Note, also, that vibrato is primarily a feature of western music—so I wouldn’t jump to say that it’s “natural”.
I considered this all day today (piggybacking liminal’s account once again). Thanks for the question.
“Oscillating approximation”... I understand the comparison you are drawing. Good vibrato though does not result in what I would call an approximation (even when it is delivered as pitch variation… @nikipedia thanks for the comments about dynamic variation as another form of delivery). Correctly used it will actually clarify and emphasize the tonal center of a note. Maybe the question (unintentionally) improperly leads the answer?
I have often suspected that the various forms of vibrato actually physically cause the sound wave to penetrate a large hall or a complex musical texture. As evidence I notice that even in Western music it did not become fashionable until the Romantic period when halls got larger and musical textures became more complex. A performer will tone it down in a smaller hall or smaller ensemble where it starts to sounds a little weird. And it never sounds the same up close as it does several or many feet away. I do have a hunch there is a physical acoustic phenomenon going on.

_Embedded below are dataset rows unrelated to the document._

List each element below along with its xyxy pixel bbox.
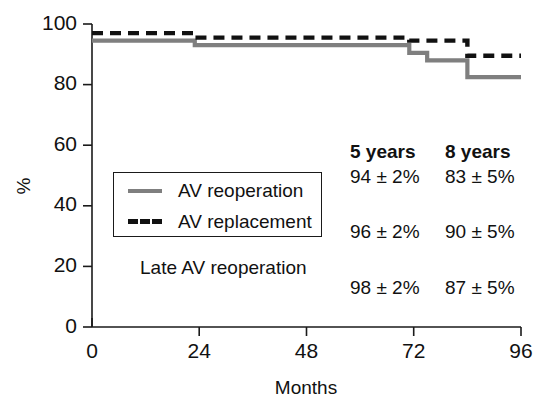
stats-cell-repl-8y: 90 ± 5% (445, 222, 540, 241)
x-tick-label-24: 24 (188, 339, 212, 362)
legend-item-av-reoperation: AV reoperation (128, 181, 303, 200)
series-line-av-reoperation (92, 41, 521, 77)
stats-cell-reop-8y: 83 ± 5% (445, 167, 540, 186)
y-tick-marks (83, 24, 92, 327)
stats-spacer-one (350, 186, 540, 222)
stats-row-av-reoperation: 94 ± 2% 83 ± 5% (350, 167, 540, 186)
y-axis-title: % (13, 177, 34, 194)
survival-curve-figure: 100 80 60 40 20 0 0 24 48 72 96 Months %… (0, 0, 546, 407)
stats-table: 5 years 8 years 94 ± 2% 83 ± 5% 96 ± 2% … (350, 142, 540, 297)
note-late-av-reoperation: Late AV reoperation (140, 258, 307, 277)
stats-cell-late-8y: 87 ± 5% (445, 278, 540, 297)
x-tick-label-72: 72 (402, 339, 425, 362)
stats-header-row: 5 years 8 years (350, 142, 540, 161)
legend-swatch-solid-gray-line-icon (128, 189, 162, 193)
y-tick-label-100: 100 (42, 11, 77, 34)
stats-header-8-years: 8 years (445, 142, 540, 161)
y-tick-label-0: 0 (65, 314, 77, 337)
legend-label-av-reoperation: AV reoperation (178, 181, 303, 200)
stats-header-5-years: 5 years (350, 142, 445, 161)
y-tick-label-20: 20 (54, 253, 77, 276)
x-tick-label-48: 48 (295, 339, 318, 362)
stats-row-av-replacement: 96 ± 2% 90 ± 5% (350, 222, 540, 241)
y-tick-label-80: 80 (54, 71, 77, 94)
stats-spacer-two (350, 241, 540, 278)
y-tick-label-60: 60 (54, 132, 77, 155)
legend-swatch-dashed-black-line-icon (128, 219, 162, 224)
stats-cell-reop-5y: 94 ± 2% (350, 167, 445, 186)
legend-label-av-replacement: AV replacement (178, 212, 312, 231)
stats-cell-late-5y: 98 ± 2% (350, 278, 445, 297)
x-tick-label-0: 0 (86, 339, 98, 362)
stats-cell-repl-5y: 96 ± 2% (350, 222, 445, 241)
x-axis-title: Months (275, 377, 337, 398)
legend-item-av-replacement: AV replacement (128, 212, 312, 231)
stats-row-late-av-reoperation: 98 ± 2% 87 ± 5% (350, 278, 540, 297)
x-tick-label-96: 96 (509, 339, 532, 362)
y-tick-label-40: 40 (54, 192, 77, 215)
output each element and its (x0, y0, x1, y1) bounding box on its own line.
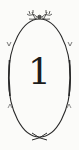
badge-numeral: 1 (0, 52, 79, 92)
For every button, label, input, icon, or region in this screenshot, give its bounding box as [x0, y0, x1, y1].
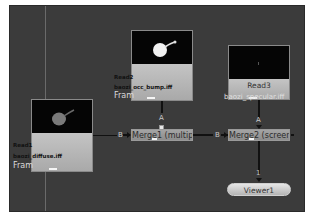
thumbnail-read2-icon: [132, 31, 192, 64]
thumbnail-read3-icon: [229, 46, 289, 79]
edge-read2-merge1: [161, 101, 163, 113]
frame-slider[interactable]: [147, 97, 155, 99]
merge2-indicator: [249, 138, 254, 140]
read3-node[interactable]: Read3: [228, 45, 290, 100]
read3-name: Read3: [229, 82, 289, 90]
read1-frame-label: Fram: [13, 162, 33, 170]
merge1-input-a-label[interactable]: A: [159, 115, 164, 122]
node-graph-canvas[interactable]: Read1 baozi_diffuse.iff Fram Read2 baozi…: [9, 5, 305, 212]
frame-slider[interactable]: [49, 168, 57, 170]
merge1-indicator: [152, 138, 157, 140]
edge-read1-merge1: [93, 135, 117, 136]
viewer1-input-label[interactable]: 1: [256, 170, 260, 177]
read3-file: baozi_specular.iff: [224, 93, 284, 101]
read2-node[interactable]: [131, 30, 193, 101]
viewer1-name: Viewer1: [228, 186, 290, 195]
edge-merge1-merge2: [193, 134, 213, 136]
merge1-name: Merge1 (multiply): [132, 131, 192, 141]
read2-file: baozi_occ_bump.iff: [114, 84, 172, 90]
read1-file: baozi_diffuse.iff: [13, 153, 62, 159]
read1-node[interactable]: [31, 99, 93, 172]
merge2-name: Merge2 (screen): [229, 131, 289, 141]
merge1-node[interactable]: Merge1 (multiply): [131, 129, 193, 141]
merge1-input-b-label[interactable]: B: [118, 132, 123, 139]
arrow-viewer1-input: [256, 178, 262, 182]
merge2-node[interactable]: Merge2 (screen): [228, 129, 290, 141]
merge2-input-b-label[interactable]: B: [215, 132, 220, 139]
read2-name: Read2: [114, 74, 133, 80]
merge2-input-a-label[interactable]: A: [256, 117, 261, 124]
merge2-output-tick: [291, 134, 294, 136]
read2-frame-label: Fram: [114, 92, 134, 100]
viewer1-node[interactable]: Viewer1: [227, 183, 291, 196]
thumbnail-read1-icon: [32, 100, 92, 133]
read1-name: Read1: [13, 142, 32, 148]
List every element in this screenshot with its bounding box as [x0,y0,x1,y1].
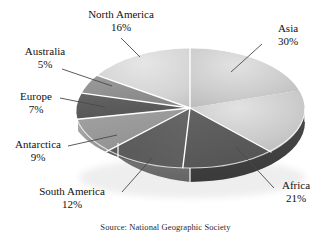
label-africa: Africa 21% [272,179,320,204]
label-north-america-name: North America [73,8,169,21]
label-antarctica-name: Antarctica [3,138,73,151]
label-africa-name: Africa [272,179,320,192]
label-south-america: South America 12% [20,185,124,210]
leader-north-america [121,38,140,57]
label-europe-pct: 7% [8,103,64,116]
pie-chart-figure: North America 16% Asia 30% Australia 5% … [0,0,331,239]
label-europe: Europe 7% [8,90,64,115]
label-asia-name: Asia [265,22,311,35]
label-south-america-name: South America [20,185,124,198]
label-australia-pct: 5% [14,58,76,71]
label-africa-pct: 21% [272,192,320,205]
label-north-america: North America 16% [73,8,169,33]
label-north-america-pct: 16% [73,21,169,34]
label-asia-pct: 30% [265,35,311,48]
label-asia: Asia 30% [265,22,311,47]
label-australia-name: Australia [14,45,76,58]
label-antarctica-pct: 9% [3,151,73,164]
chart-source-caption: Source: National Geographic Society [0,222,331,232]
label-antarctica: Antarctica 9% [3,138,73,163]
label-europe-name: Europe [8,90,64,103]
label-australia: Australia 5% [14,45,76,70]
label-south-america-pct: 12% [20,198,124,211]
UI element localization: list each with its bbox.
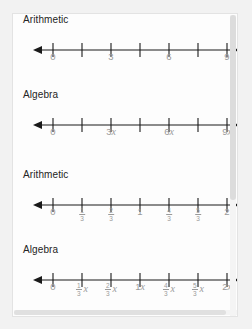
tick-label: 1 — [137, 207, 142, 217]
tick-label: 23 — [108, 207, 114, 222]
vertical-scrollbar[interactable] — [230, 15, 236, 317]
horizontal-scrollbar-thumb[interactable] — [14, 310, 226, 315]
tick-label: 3x — [106, 127, 116, 138]
tick-label: 3 — [108, 52, 113, 62]
horizontal-scrollbar[interactable] — [14, 310, 238, 315]
tick-label: 0 — [50, 127, 55, 137]
tick-label: 43 — [166, 207, 172, 222]
tick-label: 43 x — [163, 282, 175, 297]
tick-labels-arithmetic-thirds: 01323143532 — [13, 207, 238, 233]
tick-label: 53 — [195, 207, 201, 222]
tick-label: 0 — [50, 282, 55, 292]
tick-label: 23 x — [105, 282, 117, 297]
tick-labels-algebra-whole: 03x6x9x — [13, 127, 238, 153]
vertical-scrollbar-thumb[interactable] — [230, 15, 236, 200]
block-label-algebra-whole: Algebra — [23, 89, 58, 100]
tick-label: 13 — [79, 207, 85, 222]
number-line-block-arithmetic-whole: Arithmetic0369 — [13, 14, 238, 89]
tick-label: 6 — [166, 52, 171, 62]
document-viewer[interactable]: Arithmetic0369Algebra03x6x9x Arithmetic0… — [12, 13, 238, 317]
number-line-block-algebra-whole: Algebra03x6x9x — [13, 89, 238, 164]
tick-label: 53 x — [192, 282, 204, 297]
tick-label: 6x — [164, 127, 174, 138]
group-whole-numbers: Arithmetic0369Algebra03x6x9x — [13, 14, 238, 164]
tick-labels-algebra-thirds: 013 x23 x1x43 x53 x2x — [13, 282, 238, 308]
tick-label: 13 x — [76, 282, 88, 297]
tick-labels-arithmetic-whole: 0369 — [13, 52, 238, 78]
number-line-block-arithmetic-thirds: Arithmetic01323143532 — [13, 169, 238, 244]
block-label-arithmetic-whole: Arithmetic — [23, 14, 68, 25]
tick-label: 9 — [224, 52, 229, 62]
tick-label: 2 — [224, 207, 229, 217]
number-line-block-algebra-thirds: Algebra013 x23 x1x43 x53 x2x — [13, 244, 238, 317]
block-label-arithmetic-thirds: Arithmetic — [23, 169, 68, 180]
group-thirds: Arithmetic01323143532Algebra013 x23 x1x4… — [13, 169, 238, 317]
tick-label: 0 — [50, 52, 55, 62]
tick-label: 0 — [50, 207, 55, 217]
tick-label: 1x — [135, 282, 145, 293]
worksheet-page: Arithmetic0369Algebra03x6x9x Arithmetic0… — [13, 14, 238, 317]
block-label-algebra-thirds: Algebra — [23, 244, 58, 255]
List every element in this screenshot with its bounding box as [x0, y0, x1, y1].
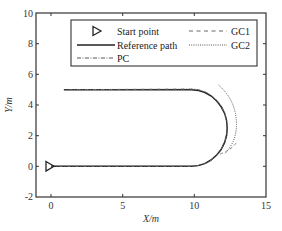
legend-start-point-label: Start point: [117, 26, 159, 37]
reference-path-line: [51, 90, 227, 167]
x-tick-label: 15: [261, 200, 271, 211]
start-point-marker: [46, 162, 54, 172]
gc2-line: [219, 85, 237, 154]
y-axis-label: Y/m: [3, 97, 14, 113]
y-tick-label: 8: [28, 38, 33, 49]
y-tick-label: 10: [23, 8, 33, 19]
y-tick-label: 4: [28, 99, 33, 110]
legend-pc-label: PC: [117, 53, 130, 64]
legend-gc2-label: GC2: [231, 40, 250, 51]
pc-line: [51, 89, 227, 166]
y-tick-label: 0: [28, 161, 33, 172]
trajectory-chart: 0 5 10 15 -2 0 2 4 6 8 10 X/m Y/m Start …: [0, 0, 282, 231]
legend: Start point Reference path PC GC1 GC2: [71, 20, 257, 66]
x-tick-label: 10: [189, 200, 199, 211]
y-tick-label: 2: [28, 130, 33, 141]
legend-gc1-label: GC1: [231, 26, 250, 37]
x-tick-label: 0: [49, 200, 54, 211]
legend-reference-path-label: Reference path: [117, 40, 177, 51]
y-tick-label: -2: [25, 191, 33, 202]
x-axis-label: X/m: [142, 213, 159, 224]
x-tick-label: 5: [120, 200, 125, 211]
y-tick-label: 6: [28, 69, 33, 80]
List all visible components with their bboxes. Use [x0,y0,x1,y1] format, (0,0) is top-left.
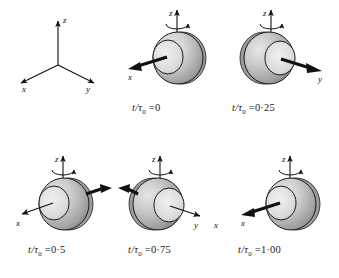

Then from another angle altogether, maybe there actually is more room for approximation in art than it might seem. Think pointillism… Those masterpieces are pretty “clear and sure.”
What do you mean by “piggybacking liminal’s account once again”? Aren’t you (the poster directly above ^ ^ ^) @liminal?
It is my partner answering here, she is also the one who answered the question you referenced about achieving vibrato on the cello (which I asked her to do to help out troubleinharlem). I read your question, asked her about it, and she really liked it. I asked that she point out that she was answering under my name again.